Trump's Denouncements Of Former KKK Leader Don't Matter Anymore

“Anyone with two brain cells to rub together can see the denunciations are not sincere," said a Southern Poverty Law Center fellow.
David Duke, former Grand Wizard of the Ku Klux Klan.
David Duke, former Grand Wizard of the Ku Klux Klan.
Gustau Nacarino / Reuters

WASHINGTON ― Throughout his campaign, Donald Trump has repeatedly found himself needing to assure voters that he doesn’t support white supremacists. The GOP presidential nominee did it again this past weekend, denouncing former Ku Klux Klan Grand Wizard David Duke, a Trump supporter who’s running for Senate in Louisiana.
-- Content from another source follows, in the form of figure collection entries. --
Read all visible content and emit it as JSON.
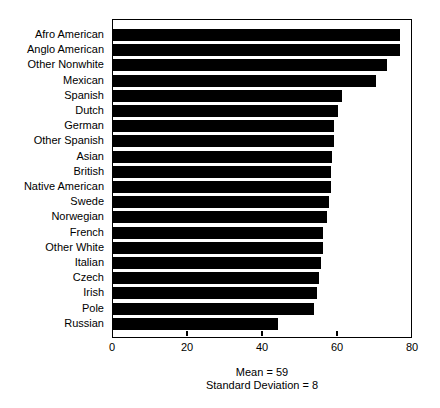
{
  "chart_data": {
    "type": "bar",
    "orientation": "horizontal",
    "title": "",
    "xlabel": "",
    "ylabel": "",
    "xlim": [
      0,
      80
    ],
    "xticks": [
      0,
      20,
      40,
      60,
      80
    ],
    "xtick_labels": [
      "0",
      "20",
      "40",
      "60",
      "80"
    ],
    "grid": false,
    "legend": null,
    "bar_color": "#000000",
    "categories": [
      "Afro American",
      "Anglo American",
      "Other Nonwhite",
      "Mexican",
      "Spanish",
      "Dutch",
      "German",
      "Other Spanish",
      "Asian",
      "British",
      "Native American",
      "Swede",
      "Norwegian",
      "French",
      "Other White",
      "Italian",
      "Czech",
      "Irish",
      "Pole",
      "Russian"
    ],
    "values": [
      76.5,
      76.5,
      73,
      70,
      61,
      60,
      59,
      59,
      58.5,
      58,
      58,
      57.5,
      57,
      56,
      56,
      55.5,
      55,
      54.5,
      53.5,
      44
    ],
    "annotations": [
      "Mean = 59",
      "Standard Deviation = 8"
    ]
  },
  "footnotes": {
    "mean": "Mean = 59",
    "std": "Standard Deviation = 8"
  }
}
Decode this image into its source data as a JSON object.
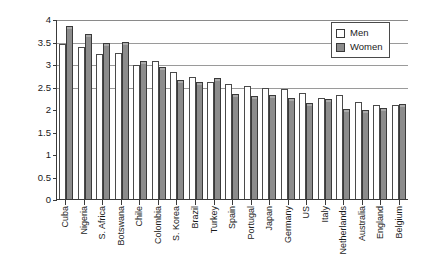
{
  "chart_data": {
    "type": "bar",
    "title": "",
    "xlabel": "",
    "ylabel": "Benevolent sexism",
    "ylim": [
      0,
      4
    ],
    "ytick_labels": [
      "0",
      "0.5",
      "1",
      "1.5",
      "2",
      "2.5",
      "3",
      "3.5",
      "4"
    ],
    "ytick_values": [
      0,
      0.5,
      1,
      1.5,
      2,
      2.5,
      3,
      3.5,
      4
    ],
    "gridlines": [
      2.5,
      3,
      3.5,
      4
    ],
    "grid": true,
    "legend_position": "top-right",
    "categories": [
      "Cuba",
      "Nigeria",
      "S. Africa",
      "Botswana",
      "Chile",
      "Colombia",
      "S. Korea",
      "Brazil",
      "Turkey",
      "Spain",
      "Portugal",
      "Japan",
      "Germany",
      "US",
      "Italy",
      "Netherlands",
      "Australia",
      "England",
      "Belgium"
    ],
    "series": [
      {
        "name": "Men",
        "color": "#ffffff",
        "values": [
          3.42,
          3.35,
          3.2,
          3.21,
          2.95,
          3.05,
          2.79,
          2.68,
          2.58,
          2.52,
          2.47,
          2.44,
          2.42,
          2.32,
          2.22,
          2.28,
          2.12,
          2.05,
          2.05
        ]
      },
      {
        "name": "Women",
        "color": "#8c8c8c",
        "values": [
          3.82,
          3.65,
          3.45,
          3.46,
          3.05,
          2.9,
          2.62,
          2.58,
          2.65,
          2.3,
          2.25,
          2.29,
          2.22,
          2.09,
          2.18,
          1.96,
          1.94,
          1.98,
          2.08
        ]
      }
    ]
  },
  "legend": {
    "items": [
      {
        "label": "Men",
        "swatch": "open-square"
      },
      {
        "label": "Women",
        "swatch": "filled-square"
      }
    ]
  }
}
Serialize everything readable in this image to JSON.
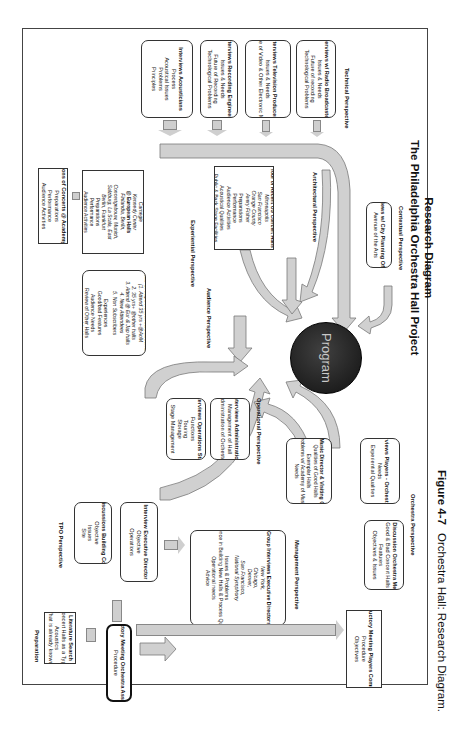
{
  "diagram": {
    "title_line1": "Research Diagram",
    "title_line2": "The Philadelphia Orchestra Hall Project",
    "center_node": "Program",
    "caption_label": "Figure 4-7",
    "caption_text": "Orchestra Hall: Research Diagram.",
    "perspectives": {
      "preparation": "Preparation",
      "tpo": "TPO Perspective",
      "management": "Management Perspective",
      "operational": "Operational Perspective",
      "orchestra": "Orchestra Perspective",
      "audience": "Audience Perspective",
      "experiential": "Experiential Perspective",
      "architectural": "Architectural Perspective",
      "contextual": "Contextual Perspective",
      "technical": "Technical Perspective"
    },
    "nodes": {
      "literature": {
        "title": "Literature Search",
        "lines": [
          "Concert Halls as a Type",
          "Acoustics",
          "What is already known?"
        ]
      },
      "intro_oa": {
        "title": "Introductory Meeting Orchestra Association",
        "lines": [
          "Procedure"
        ]
      },
      "intro_pc": {
        "title": "Introductory Meeting Players Committee",
        "lines": [
          "Procedure",
          "Objectives"
        ]
      },
      "building_comm": {
        "title": "Group Discussions Building Committee",
        "lines": [
          "Objective",
          "Issues",
          "Site"
        ]
      },
      "exec_dir": {
        "title": "Interview Executive Director",
        "lines": [
          "Objective",
          "Operations"
        ]
      },
      "group_exec": {
        "title": "Group Interviews Executive Directors",
        "italic": [
          "New York,",
          "Chicago,",
          "Denver,",
          "San Francisco,",
          "National Symphony"
        ],
        "lines": [
          "Issues & Problems",
          "Experience in Building New Halls & Process Questions",
          "Operational needs",
          "Advice"
        ]
      },
      "ops_staff": {
        "title": "Interviews Operations Staff",
        "lines": [
          "Functions",
          "Touring",
          "Storage",
          "Stage Management"
        ]
      },
      "admin": {
        "title": "Interviews Administration",
        "lines": [
          "Management of Hall",
          "Administration of Orchestra"
        ]
      },
      "music_dir": {
        "title": "Interviews Music Director & Visiting Conductors",
        "lines": [
          "Qualities of Good Halls",
          "Exemplar Halls",
          "Problems w/ Academy of Music",
          "Needs"
        ]
      },
      "players_sections": {
        "title": "Group Interviews Players - Orchestra Sections",
        "lines": [
          "Needs",
          "Experiential Qualities"
        ]
      },
      "orch_members": {
        "title": "Group Discussion Orchestra Members",
        "lines": [
          "Good & Bad Concert Halls",
          "Features",
          "Objectives & Issues"
        ]
      },
      "academy_obs": {
        "title": "Observations of Concerts @ Academy of Music",
        "lines": [
          "Preparations",
          "Performance",
          "Audience Activities"
        ]
      },
      "focus_groups": {
        "title": "Focus Groups Audience/Subscribers",
        "italic": [
          "(1. Attend 35 yrs +@AoM",
          "2. 35 yrs+ @other halls",
          "3. Attend @ Eur & Jap halls",
          "4. New Attendees",
          "5. Non Subscribers"
        ],
        "lines": [
          "Experiences",
          "Good/bad Features",
          "Audience Needs",
          "Review of Other Halls",
          "Importance of AoM"
        ]
      },
      "obs_halls": {
        "title": "Observation of Concerts",
        "sub1": "@ American Halls",
        "italic1": [
          "Carnegie",
          "Kennedy Center"
        ],
        "sub2": "@ European Halls",
        "italic2": [
          "Finlandia, Berlin,",
          "Concertgebouw, Munich,",
          "Salzburg, La Scala, East",
          "Berlin, Frankfurt"
        ],
        "lines": [
          "Preparations",
          "Performance",
          "Audience Activities",
          "Acoustical Qualities",
          "Public & Back Stage Facilities"
        ]
      },
      "tour_us": {
        "title": "Tour of Recent US Concert Halls",
        "italic": [
          "Minneapolis",
          "San Francisco",
          "Orange County",
          "Avery Fisher"
        ],
        "lines": [
          "Preparations",
          "Performance",
          "Audience Activities",
          "Acoustical Qualities",
          "Public & Back Stage Facilities"
        ]
      },
      "city_planning": {
        "title": "Interviews w/ City Planning Officials",
        "lines": [
          "Avenue of the Arts"
        ]
      },
      "acousticians": {
        "title": "Interviews Acousticians",
        "lines": [
          "Process",
          "Acoustical Issues",
          "Problems",
          "Principles"
        ]
      },
      "recording": {
        "title": "Interviews Recording Engineers",
        "lines": [
          "Issues & Needs",
          "Future of Recording",
          "Technological Problems"
        ]
      },
      "television": {
        "title": "Interviews Television Producers",
        "lines": [
          "Issues & Needs",
          "Future of Video & Other Electronic Media"
        ]
      },
      "radio": {
        "title": "Interviews w/ Radio Broadcasters",
        "lines": [
          "Issues & Needs",
          "Future of recording",
          "Technological Problems"
        ]
      }
    },
    "colors": {
      "arrow_fill": "#cfcfcf",
      "arrow_stroke": "#777777",
      "program_fill": "#151515",
      "program_text": "#cfcfcf",
      "frame": "#444444"
    }
  }
}
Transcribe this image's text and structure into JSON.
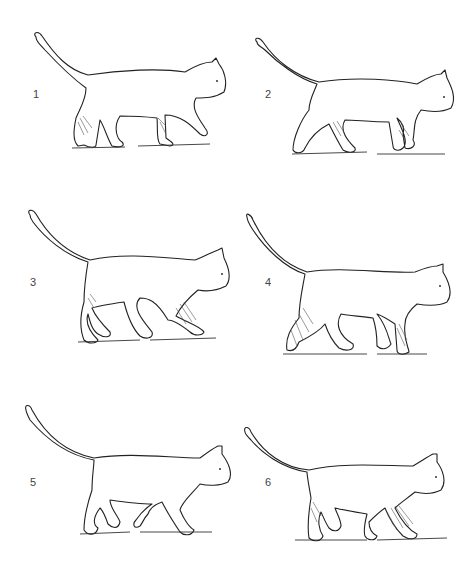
{
  "figure": {
    "background": "#ffffff",
    "line_color": "#222222",
    "panels": [
      {
        "label": "1",
        "x": 0,
        "y": 0,
        "num_x": 33,
        "num_y": 88,
        "shaded": [
          "left-hind",
          "left-fore"
        ]
      },
      {
        "label": "2",
        "x": 237,
        "y": 0,
        "num_x": 28,
        "num_y": 88,
        "shaded": [
          "left-hind",
          "left-fore"
        ]
      },
      {
        "label": "3",
        "x": 0,
        "y": 190,
        "num_x": 30,
        "num_y": 86,
        "shaded": [
          "left-hind",
          "left-fore"
        ]
      },
      {
        "label": "4",
        "x": 237,
        "y": 190,
        "num_x": 28,
        "num_y": 86,
        "shaded": [
          "left-hind",
          "left-fore"
        ]
      },
      {
        "label": "5",
        "x": 0,
        "y": 390,
        "num_x": 30,
        "num_y": 86,
        "shaded": []
      },
      {
        "label": "6",
        "x": 237,
        "y": 390,
        "num_x": 28,
        "num_y": 86,
        "shaded": [
          "left-hind",
          "left-fore"
        ]
      }
    ]
  }
}
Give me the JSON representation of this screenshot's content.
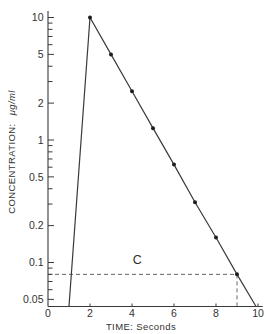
{
  "chart_data": {
    "type": "line",
    "title": "",
    "xlabel": "TIME:  Seconds",
    "ylabel": "CONCENTRATION:  μg/ml",
    "ylabel_text": "CONCENTRATION:",
    "ylabel_unit": "μg/ml",
    "xlim": [
      0,
      10.2
    ],
    "ylim": [
      0.044,
      10
    ],
    "yscale": "log",
    "grid": false,
    "legend": null,
    "xticks": [
      0,
      2,
      4,
      6,
      8,
      10
    ],
    "xtick_labels": [
      "0",
      "2",
      "4",
      "6",
      "8",
      "10"
    ],
    "yticks": [
      10,
      5,
      2,
      1,
      0.5,
      0.2,
      0.1,
      0.05
    ],
    "ytick_labels": [
      "10",
      "5",
      "2",
      "1",
      "0.5",
      "0.2",
      "0.1",
      "0.05"
    ],
    "yminor_ticks": [
      9,
      8,
      7,
      6,
      4,
      3,
      0.9,
      0.8,
      0.7,
      0.6,
      0.4,
      0.3,
      0.09,
      0.08,
      0.07,
      0.06
    ],
    "series": [
      {
        "name": "Concentration",
        "x": [
          1,
          2,
          3,
          4,
          5,
          6,
          7,
          8,
          9,
          9.9
        ],
        "y": [
          0.044,
          10,
          5,
          2.5,
          1.25,
          0.63,
          0.31,
          0.16,
          0.08,
          0.044
        ],
        "color": "#3a3a3a"
      }
    ],
    "markers": {
      "x": [
        2,
        3,
        4,
        5,
        6,
        7,
        8,
        9
      ],
      "y": [
        10,
        5,
        2.5,
        1.25,
        0.63,
        0.31,
        0.16,
        0.08
      ]
    },
    "reference_lines": [
      {
        "orientation": "horizontal",
        "y": 0.08,
        "x_from": 0,
        "x_to": 9,
        "style": "dashed"
      },
      {
        "orientation": "vertical",
        "x": 9,
        "y_from": 0.08,
        "y_to": 0.044,
        "style": "dashed"
      }
    ],
    "annotations": [
      {
        "text": "C",
        "x": 4.25,
        "y": 0.105
      }
    ]
  }
}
But Trump’s rebukes for the racists who love him ring hollow, given how often his campaign openly courts these groups.

When hate groups or their leaders support him, Trump makes half-hearted apologies or simply feigns ignorance. He accepted (and later returned) money from a well-known white separatist, then selected him as a delegate. (”Database error,” the campaign later said.) He denounced pro-Trump white nationalist robocalls, but acknowledged that “people are extremely angry.” His son did an interview with a white nationalist radio host, then said he wasn’t aware of the host’s background. Rather than apologize for smearing a judge’s Mexican heritage, Trump doubled down. He shared a false racist meme and retweeted a Twitter user called “WhiteGenocideTM” listed as living in “Jewmerica” and a Dutch white supremacist ― the latter at least six times. He tweeted an anti-Semitic meme about Hillary Clinton that was reportedly created by white supremacists. And just last weekend, one of his foreign policy advisers shared a tweet that included the phrase: “Not anymore, Jews. Not anymore.”

“Anyone with two brain cells to rub together can see the denunciations [of Duke] are not sincere,” said Mark Potok, a senior fellow at the Southern Poverty Law Center. “The sad reality is that David Duke and Donald Trump are appealing to precisely the same constituency.” The Trump and Duke campaigns did not respond to requests for comment.

Duke, a longtime neo-Nazi, has publicly praised the real estate mogul for months. Last August, he called Trump’s candidacy “a great thing,” and noted that Trump was “the best of the lot.” At that point, Trump’s nativist platform was clear — he had made inflammatory comments about Mexican “rapists” earlier that summer — but Trump still had an opportunity to distance himself from the white nationalist movement.

Instead, in February, he utterly failed to denounce Duke. “I know nothing about David Duke, I know nothing about white supremacists,” Trump said on CNN. “You wouldn’t want me to condemn a group that I know nothing about.” In contrast, his then-opponent Florida Sen. Marco Rubio said, “You say, ‘David Duke’ to me, I say, ‘racist,’ immediately.”

Amid an onslaught of public criticism, Trump disavowed Duke and blamed his initial remarks on a “very bad earpiece.” This weekend, he was forced to distance himself from the racist again after Duke praised Trump when announcing his Senate run.

At some point, all those rebukes of Duke don’t add up. Even Trump’s latest denouncement of him — ”as quick as you can say it” — was not without wiggle room. When speaking with Chuck Todd on “Meet the Press,” Trump said he would support a Democrat over Duke, but added a caveat: “I guess, depending on who the Democrat (is).”

Potok from the Southern Poverty Law Center called it “about the weakest and most pathetic denunciation yet.”

Editor’s note: Donald Trump is a serial liar, rampant xenophobe, racist,misogynist, birther and bully who has repeatedly pledged to ban all Muslims — 1.6 billion members of an entire religion — from entering the U.S.